Coach Foster Makes His Nashville, TN Debut
Wednesday, February 8, 2006 at 4:57AM Frequent readers of WebSlog (both of you) might recall an entry from back in June about an infomercial being developed by Bart Durham, a Nashville attorney.
Flipping around a couple of nights ago, I caught “Coach Foster Fights Back,” a serialized dramatization of a personal injury trial fought and won by Durham. The show runs in one- or two-minute segments wherever Bart can buy time cheap and drives viewers to the firm’s website to view more clips or catch up on previous ones.
The story line is pretty straight forward. The acting is somewhere between Univision novellas and Lifetime made-for-tv movies. One can imagine that the various characters in the serial will be broadly drawn characitures ... the earnest doctor reporting the paralyzation of the title character following a collision with a truck.
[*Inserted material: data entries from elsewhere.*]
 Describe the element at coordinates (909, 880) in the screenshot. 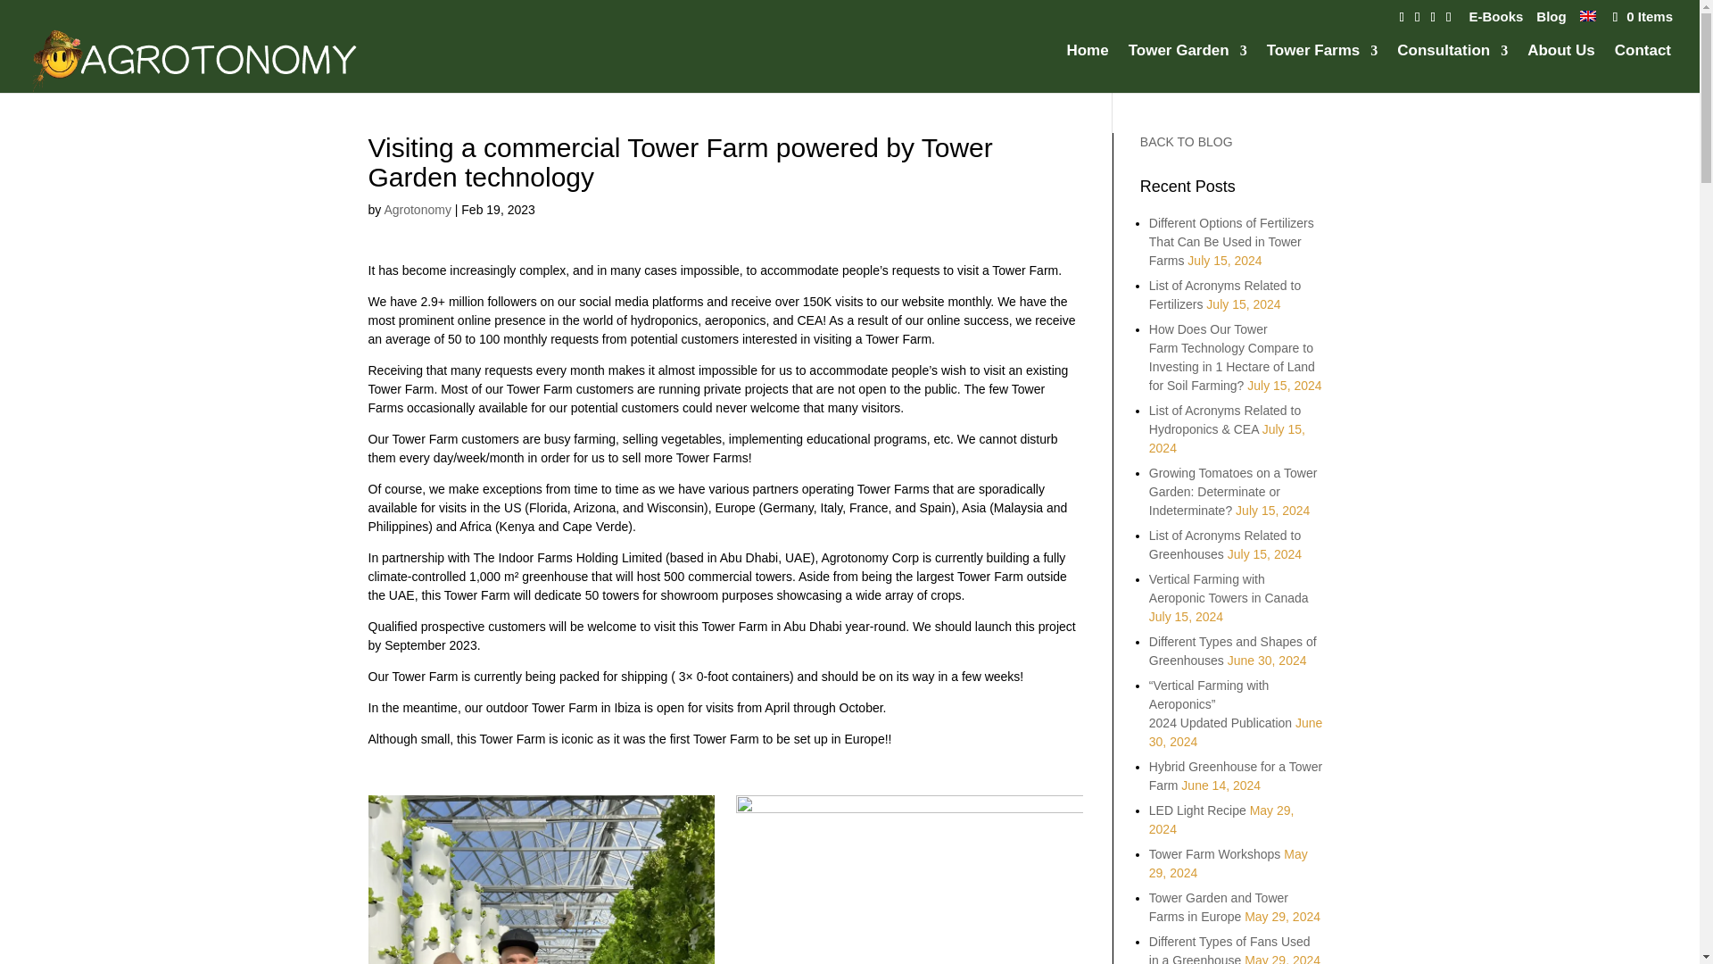

I see `visit-tower-farm` at that location. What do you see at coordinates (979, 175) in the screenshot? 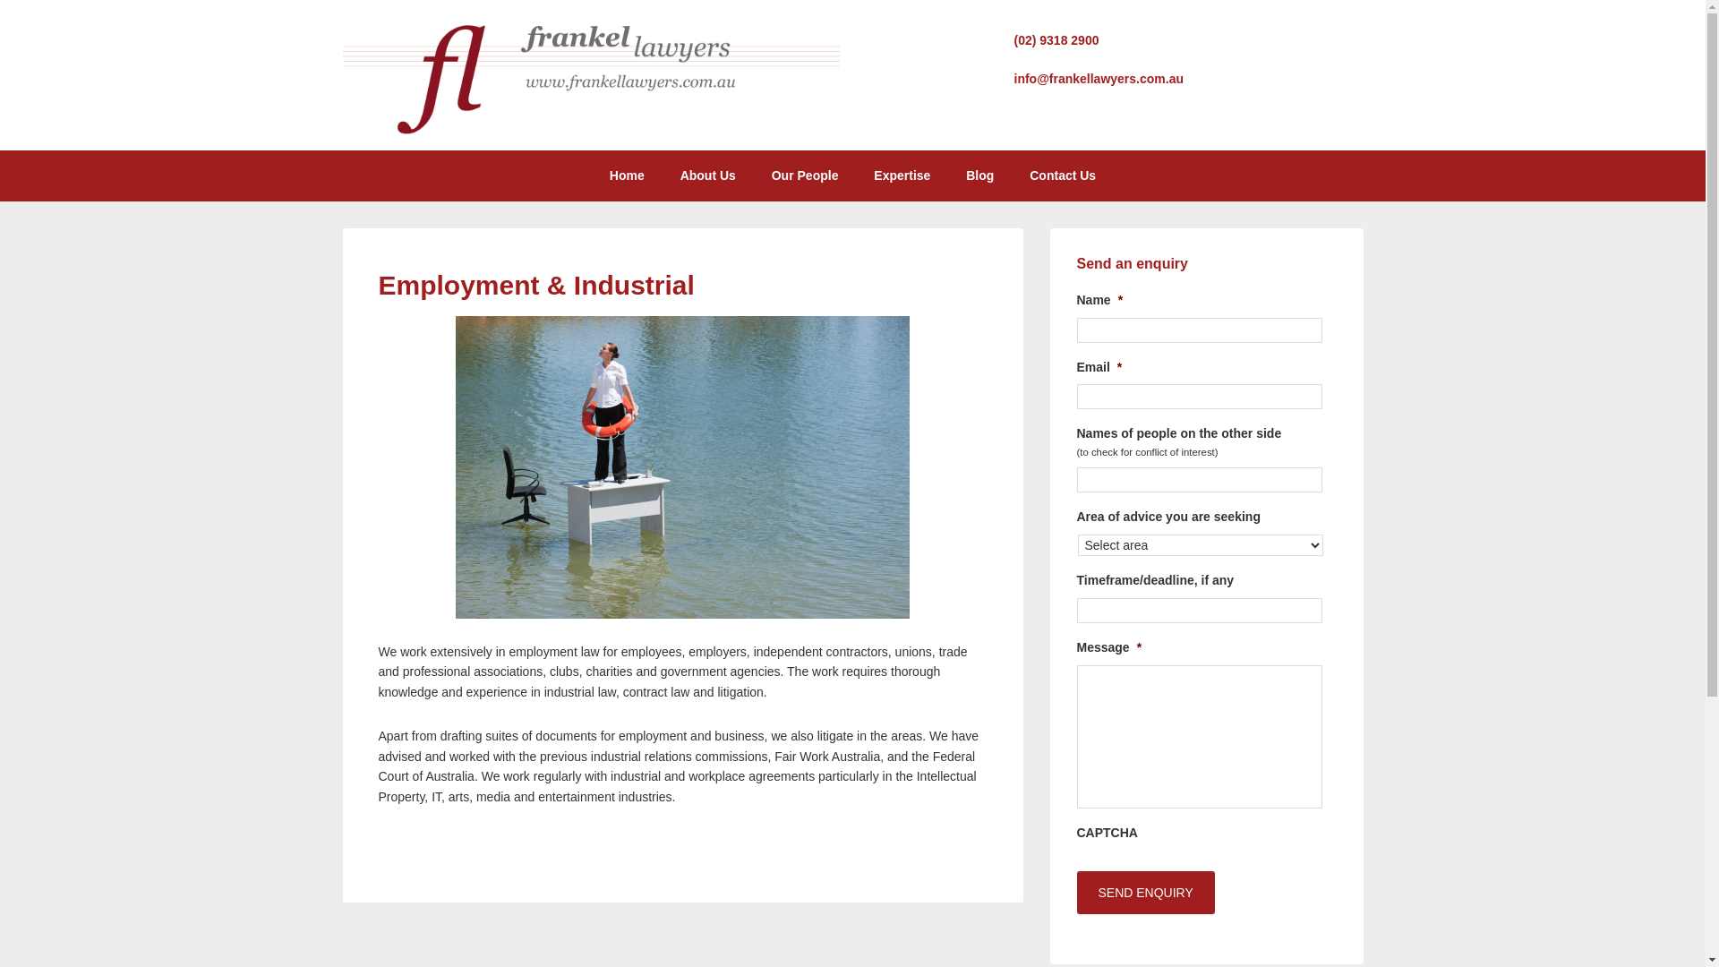
I see `Blog` at bounding box center [979, 175].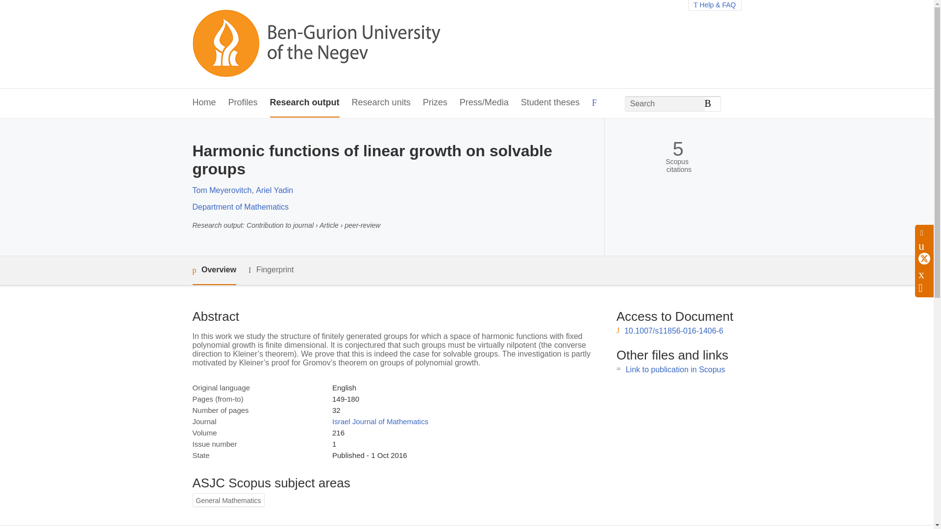  I want to click on Fingerprint, so click(271, 270).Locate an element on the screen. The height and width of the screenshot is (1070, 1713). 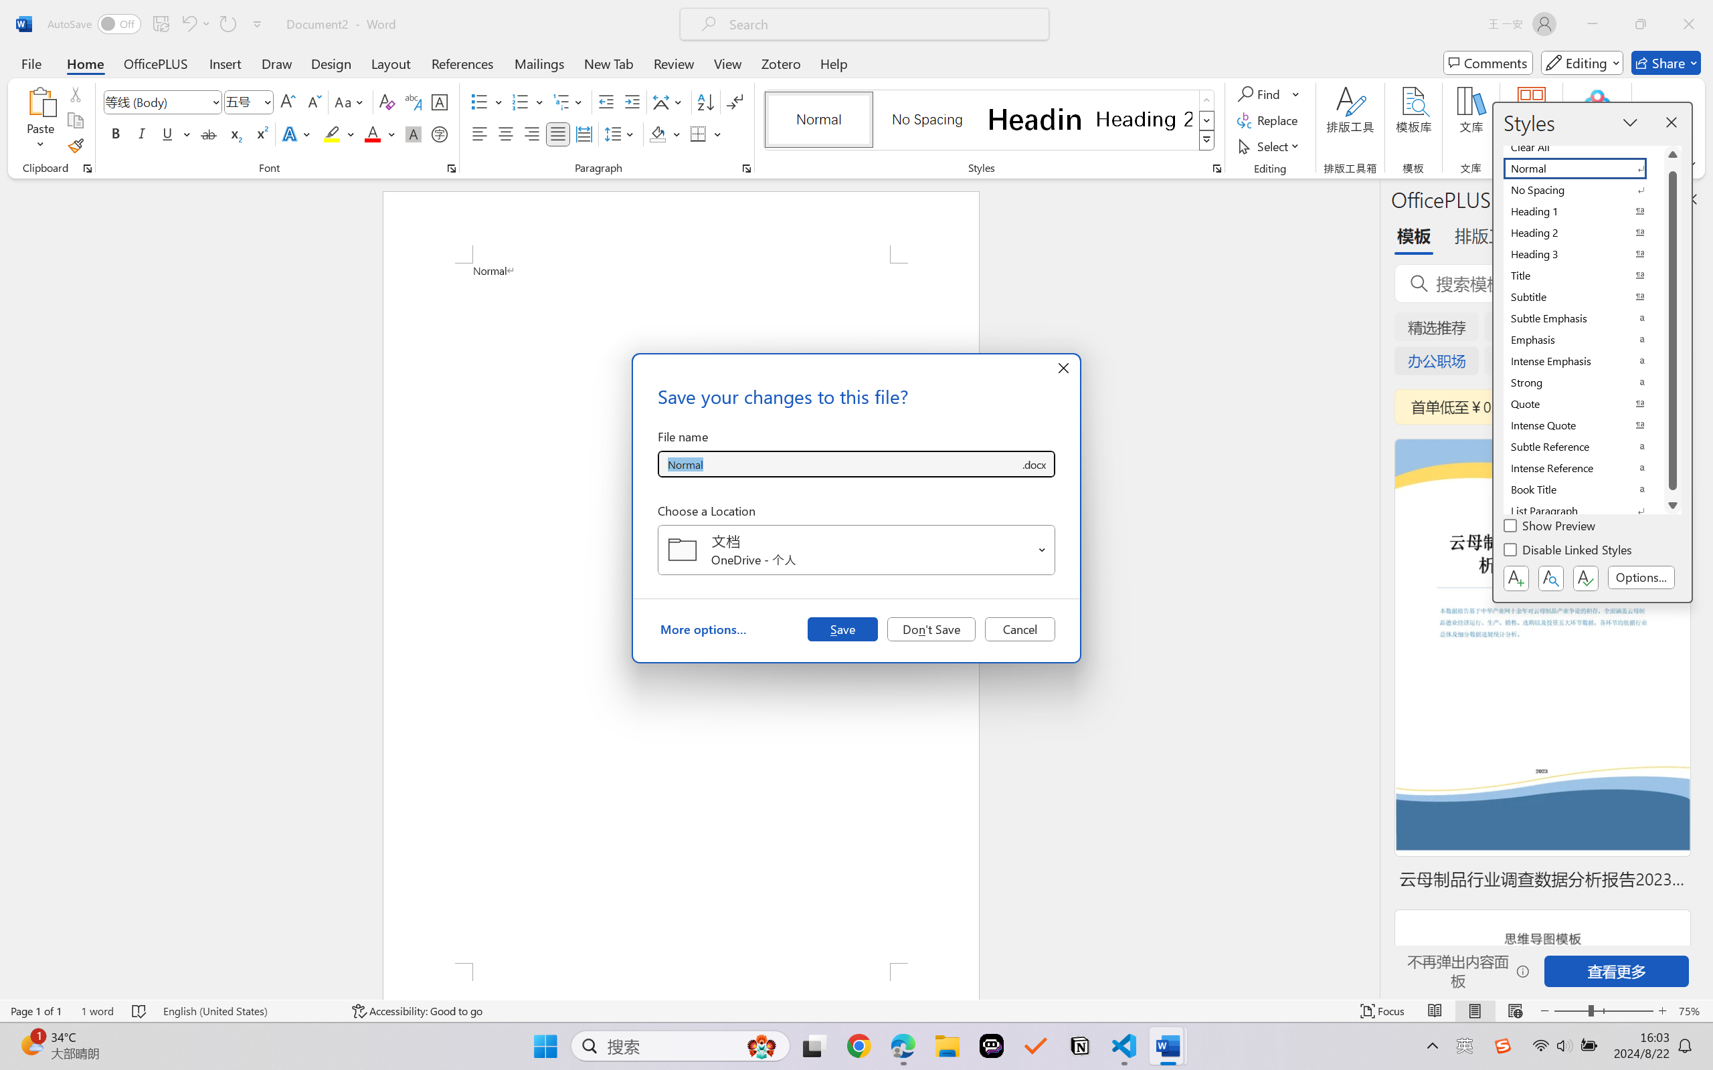
Superscript is located at coordinates (260, 134).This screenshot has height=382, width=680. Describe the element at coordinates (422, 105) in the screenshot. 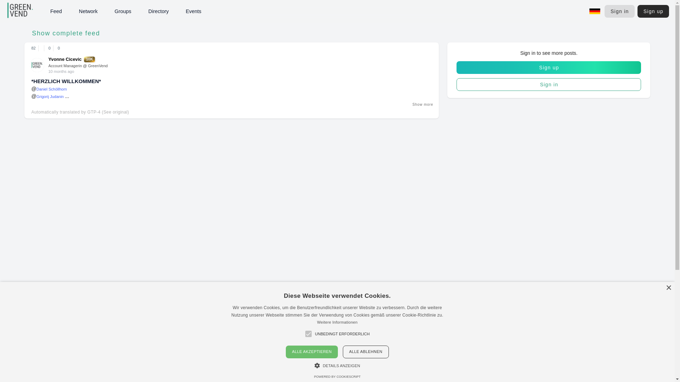

I see `Show more` at that location.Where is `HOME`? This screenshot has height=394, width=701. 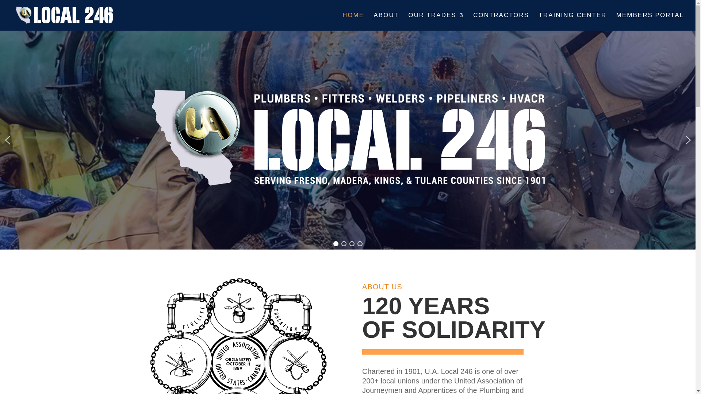 HOME is located at coordinates (353, 22).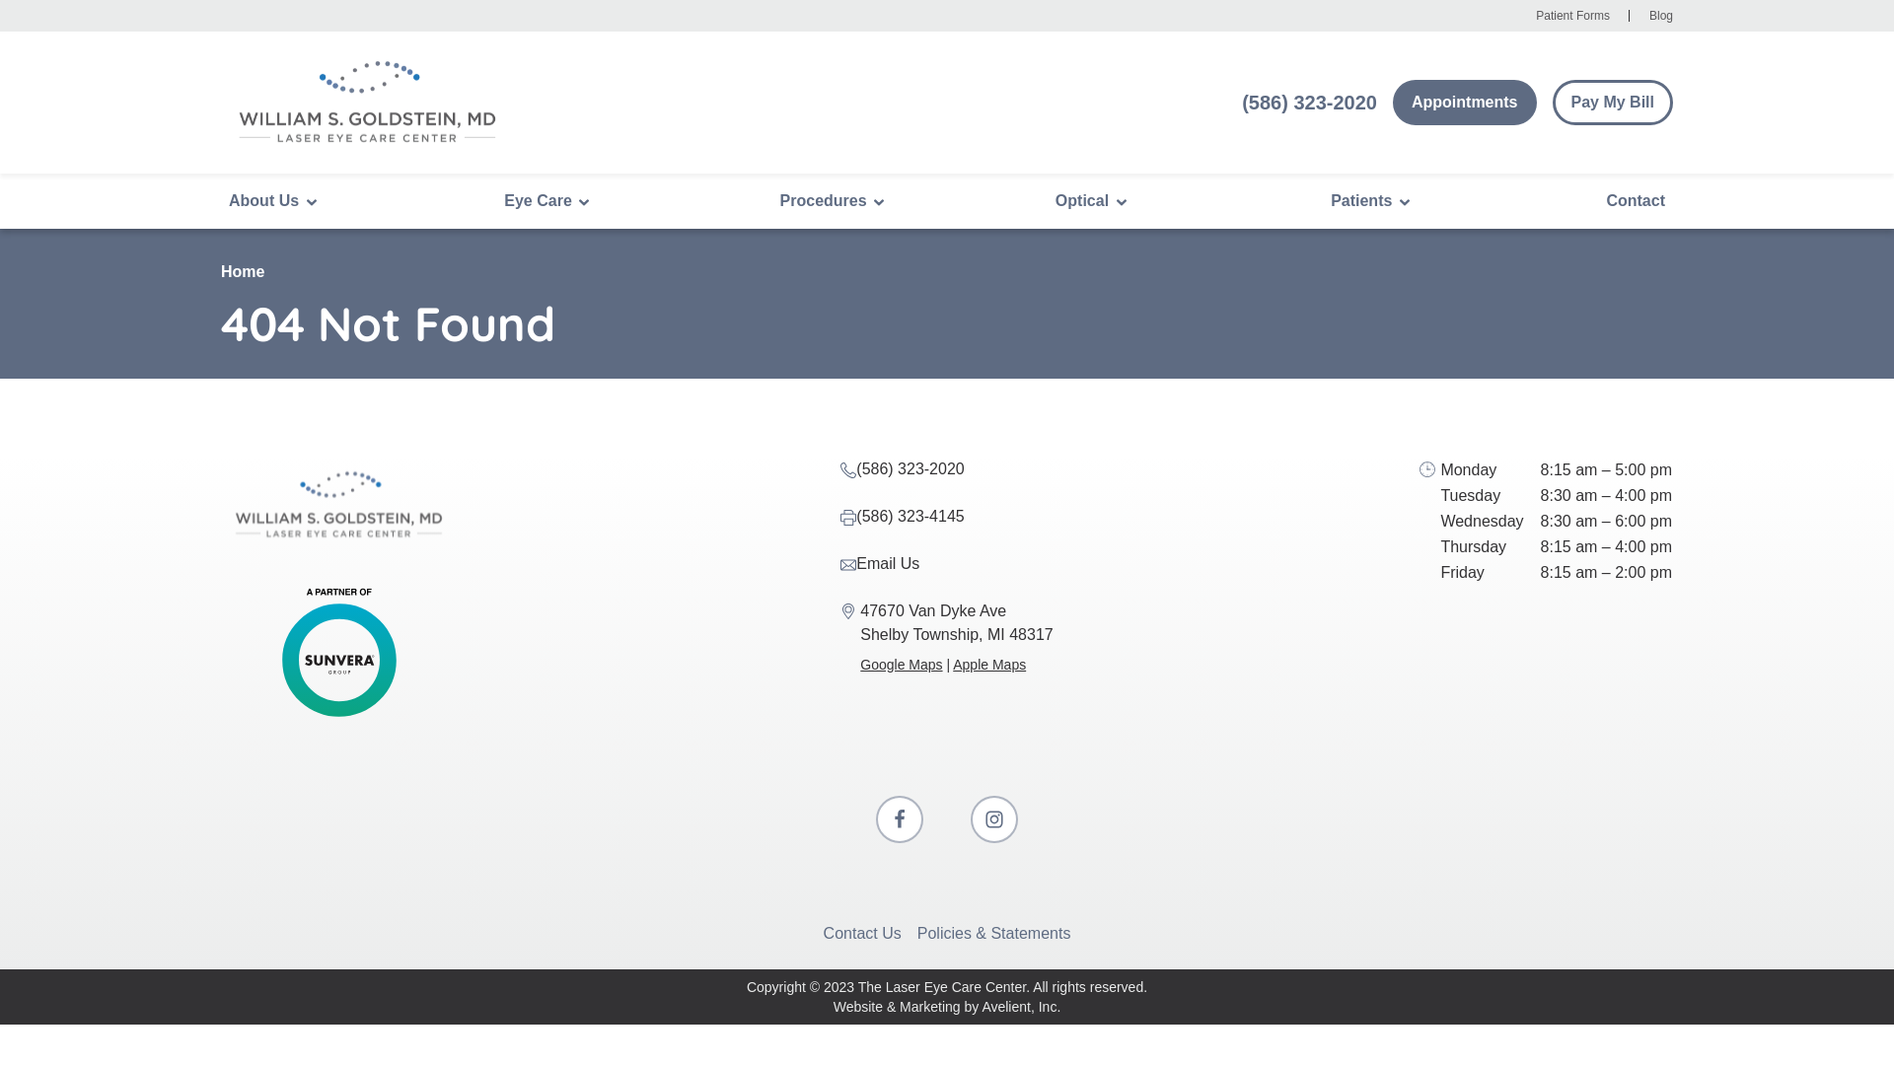 The height and width of the screenshot is (1065, 1894). What do you see at coordinates (910, 470) in the screenshot?
I see `(586) 323-2020` at bounding box center [910, 470].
The re-po man with the heart of gold but a job to do. The fresh-faced young lawyer in to protect a working man's rights against the heartless juggernaut of the truck drivers insurnace company and lawyers.
It’s a local adaptation of a national spate of serialized long-form TV commercials that BMW, NBC and others have been dabbling in. Call it Infomercials for the TiVo generation. I haven’t seen a huge amount of local chatter on Coach Foster but I’ll bet this goes over huge for Durham in generating new business.
On a larger scale, tactics like this can call as ad people up short.
It's no secret that we hipster adkrafters often (over)regard what we do as part art and part science. And with that regard comes, at times, an overinflated belief in the mid- to long-term social impact of what we do. The fact is that we work on campaigns that speak to a buyer in the language he aspires to speak and hopefully sell some stuff in the process. Not every consumer uses the same words or understands the words the same way we do.
There's a reason that personal trial lawyer spots often start out with the question "Have you been hurt in an auto accident?" It's simple. It's direct. And it rings straight through to the poor schmuck who lays carpet all day and has no health insurance. "You work hard," the spot tells us. "You got hurt. And now, your employer wants to get this matter behind him, probably screwing you in the process."
I throw out my back loading brochures into my car and a) my insurance pays for my treatment, b) my company goes out of its way to help me recover, including, possible, covering my out-of-pocket. They do it to lessen their liability but also because it's the right thing to do.
Now, if I blow out my knees laying carpet for Major Homebuilders Amalgamated, Inc. and I can't work anymore, what am I going to do? Can't get Social Security yet. Don't have long-term disability insurance. SOmeone's going to pay. And then I see the Coach Foster thing on TV.
What do you in the WebSlog Army think I'm going to do? What would you do?